The Pareto Principle states that “for many events, roughly 80% of the effects come from 20% of the causes”. In terms of simplifying, this means that you spend 80% of your time dealing with 20% of your stuff.
I figure that the 20% of my stuff that I regularly deal with falls into one of three categories:
- things that are important to me / things that I love / things that I regularly use
- things that are in the way
- things that are annoying
Generally, things that fall into the second category, fall into the third as well. At least in my house.
Furthermore, I figure that within the 80% of my stuff that I rarely touch is a subset of things that I also love or use. Things like Christmas decorations, photographs, and canning supplies come to mind.
So what to do? William Morris once wrote, “Have nothing in your houses that you do not know to be useful, or believe to be beautiful.” With this sage wisdom in mind, I have devised the following plan for decluttering and simplifying my home:
- keep that percentage of the 20% that I love and use
- deal with or get rid of that percentage of the 20% that is in the way or annoying
- keep that percentage of the 80% that I love or use
- sell, donate, recycle, give away, or (worst case scenario), discard everything else
I figure, if I crunch the numbers, that I will basically be trading those things that I love and use from the 80%, for those things that are annoying or in the way in the 20%. And everything else will be freed from my home.
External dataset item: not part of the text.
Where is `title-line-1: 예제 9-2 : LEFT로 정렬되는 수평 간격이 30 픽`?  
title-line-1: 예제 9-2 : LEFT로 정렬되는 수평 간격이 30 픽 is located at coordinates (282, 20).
That’s right, I am going to try to get rid of 80% of my stuff, retaining only those things that I know to be useful, or believe to be beautiful.
Now for full disclosure, I am going to count those things for which I have already found new homes (detailed here, here, here, here, here, and here) in the 80% total. However, I figure I still have 97% of the 80% left to sort and re-home. And of course, I will be posting all the yummy details here. So stay tuned, lest you miss my exploration of unlabeled boxes and bins, my spelunking into bathroom and kitchen cabinets, my delving under beds and into the backs of closets. It’s going to be hard work, and challenging, and sometimes emotionally draining. But at the end of it all, I will be able to sit down in my home, look around, and think, “Ah! Just right!”